NASA’s Polarimeter to Unify the Corona and Heliosphere (PUNCH) mission will share a ride to space with NASA’s Jet Propulsion Laboratory’s Spectro-Photometer for the History of the Universe, Epoch of Re-ionization, and Ices Explorer (SPHEREx) mission.
The missions will launch no earlier than April 2025 on a SpaceX Falcon 9.
Speaking about the rideshare, Craig DeForest, PUNCH principal investigator at Southwest Research Institute in Boulder, Colorado, said: “It’s great to have a definite launch date and vehicle, and we’re looking forward to working with the SPHEREx team as we `carpool’ to orbit. Rideshares are a great way to save money by taking better advantage of each rocket’s capability.”
The agency said it updated the SpaceX contract to include PUNCH on the same launch but did not disclose any change in contract value. The PUNCH team was able to adjust its schedule to meet the new launch date of no earlier than April 2025 and used this new schedule flexibility to mitigate some schedule constraints due to supply chain challenges.
PUNCH, which consists of four suitcase-sized satellites, will focus on the Sun’s outer atmosphere (the corona) and how it generates the solar wind. The spacecraft also will track coronal mass ejections – large eruptions of solar material that can drive large space weather events near Earth – to better understand their evolution and develop new techniques for predicting such eruptions.

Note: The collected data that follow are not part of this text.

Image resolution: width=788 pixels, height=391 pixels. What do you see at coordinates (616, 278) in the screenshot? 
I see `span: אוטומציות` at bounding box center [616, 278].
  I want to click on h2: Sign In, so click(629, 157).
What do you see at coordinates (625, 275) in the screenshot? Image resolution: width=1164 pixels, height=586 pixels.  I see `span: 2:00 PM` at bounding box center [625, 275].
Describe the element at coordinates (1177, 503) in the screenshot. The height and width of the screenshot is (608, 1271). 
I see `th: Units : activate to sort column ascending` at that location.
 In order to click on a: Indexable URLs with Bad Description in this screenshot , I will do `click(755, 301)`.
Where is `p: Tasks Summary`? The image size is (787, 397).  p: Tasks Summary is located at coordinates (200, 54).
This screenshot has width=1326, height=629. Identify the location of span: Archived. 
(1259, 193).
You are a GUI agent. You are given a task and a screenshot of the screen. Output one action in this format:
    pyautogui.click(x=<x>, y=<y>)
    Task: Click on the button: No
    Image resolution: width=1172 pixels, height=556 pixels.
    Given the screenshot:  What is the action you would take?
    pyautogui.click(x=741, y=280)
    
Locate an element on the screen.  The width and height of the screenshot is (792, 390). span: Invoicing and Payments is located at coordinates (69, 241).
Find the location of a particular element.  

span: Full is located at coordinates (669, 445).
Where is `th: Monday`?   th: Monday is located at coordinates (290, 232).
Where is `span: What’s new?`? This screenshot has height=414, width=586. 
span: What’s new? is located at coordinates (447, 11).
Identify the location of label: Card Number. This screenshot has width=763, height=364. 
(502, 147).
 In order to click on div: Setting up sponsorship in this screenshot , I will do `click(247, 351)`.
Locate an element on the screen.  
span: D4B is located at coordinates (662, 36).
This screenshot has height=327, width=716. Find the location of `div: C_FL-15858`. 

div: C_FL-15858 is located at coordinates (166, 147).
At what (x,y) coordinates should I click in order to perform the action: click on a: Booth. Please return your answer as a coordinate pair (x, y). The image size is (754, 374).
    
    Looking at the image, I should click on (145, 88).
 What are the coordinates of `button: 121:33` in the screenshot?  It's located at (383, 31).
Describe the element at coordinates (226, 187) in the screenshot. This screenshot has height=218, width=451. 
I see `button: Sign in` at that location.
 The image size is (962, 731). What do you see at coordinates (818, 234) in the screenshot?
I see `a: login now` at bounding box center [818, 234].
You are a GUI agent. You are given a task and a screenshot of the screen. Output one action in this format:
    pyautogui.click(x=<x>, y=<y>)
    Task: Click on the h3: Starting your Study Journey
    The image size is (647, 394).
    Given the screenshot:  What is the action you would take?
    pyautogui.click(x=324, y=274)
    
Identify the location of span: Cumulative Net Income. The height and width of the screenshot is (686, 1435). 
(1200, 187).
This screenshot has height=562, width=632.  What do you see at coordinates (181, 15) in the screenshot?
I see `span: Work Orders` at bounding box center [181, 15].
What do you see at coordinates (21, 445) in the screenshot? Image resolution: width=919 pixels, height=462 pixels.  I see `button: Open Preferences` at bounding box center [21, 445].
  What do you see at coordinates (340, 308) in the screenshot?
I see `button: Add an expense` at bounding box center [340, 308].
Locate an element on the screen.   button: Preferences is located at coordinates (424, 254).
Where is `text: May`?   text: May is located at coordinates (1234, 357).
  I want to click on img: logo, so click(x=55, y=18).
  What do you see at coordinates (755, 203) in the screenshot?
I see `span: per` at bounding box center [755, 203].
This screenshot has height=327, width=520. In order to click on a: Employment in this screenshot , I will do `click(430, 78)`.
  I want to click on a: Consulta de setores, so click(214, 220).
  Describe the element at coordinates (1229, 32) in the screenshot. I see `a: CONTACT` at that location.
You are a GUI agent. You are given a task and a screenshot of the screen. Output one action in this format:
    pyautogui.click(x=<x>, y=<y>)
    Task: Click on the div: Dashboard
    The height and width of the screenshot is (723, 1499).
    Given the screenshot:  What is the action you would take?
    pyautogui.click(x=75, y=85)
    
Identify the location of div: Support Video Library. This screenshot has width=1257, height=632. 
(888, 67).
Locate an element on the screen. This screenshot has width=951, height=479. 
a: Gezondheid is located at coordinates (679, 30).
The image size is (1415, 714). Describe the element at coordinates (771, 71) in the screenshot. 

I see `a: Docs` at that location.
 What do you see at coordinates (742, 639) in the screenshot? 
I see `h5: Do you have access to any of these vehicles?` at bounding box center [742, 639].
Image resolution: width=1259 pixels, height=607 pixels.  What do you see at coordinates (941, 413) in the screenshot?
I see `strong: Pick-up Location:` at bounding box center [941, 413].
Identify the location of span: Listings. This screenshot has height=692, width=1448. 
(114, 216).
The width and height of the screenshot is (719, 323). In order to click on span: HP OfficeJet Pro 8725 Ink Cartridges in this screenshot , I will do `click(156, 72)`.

The four satellites will spread out around Earth along the day-night line, which enables it to create a continuous, complete, view of the corona and inner solar system. Three of the PUNCH satellites will carry identical Wide Field Imagers, which, together, image the corona and solar wind over a 90-degree field of view (out to 45 degrees away from the Sun). In skywatching terms, 90 degrees covers the part of the sky from the horizon to the point directly overhead. The fourth PUNCH satellite carries a Narrow Field Imager coronagraph, which will study regions closest to the Sun. All four cameras will be synchronized in flight, so that the mission science team can combine their images seamlessly into a single large field of view.
PUNCH is led by Southwest Research Institute’s office in Boulder, Colorado. The mission is managed by the Explorers Programme Office at NASA’s Goddard Space Flight Center in Greenbelt, Maryland, which is managed by Goddard for NASA’s Science Mission Directorate in Washington. Southwest Research Institute will build the Wide Field Imagers and will build and operate PUNCH. The Naval Research Laboratory in Washington will build the Narrow Field Imagers and provide optical testing. RAL Space in the United Kingdom will provide detectors and calibration for the mission.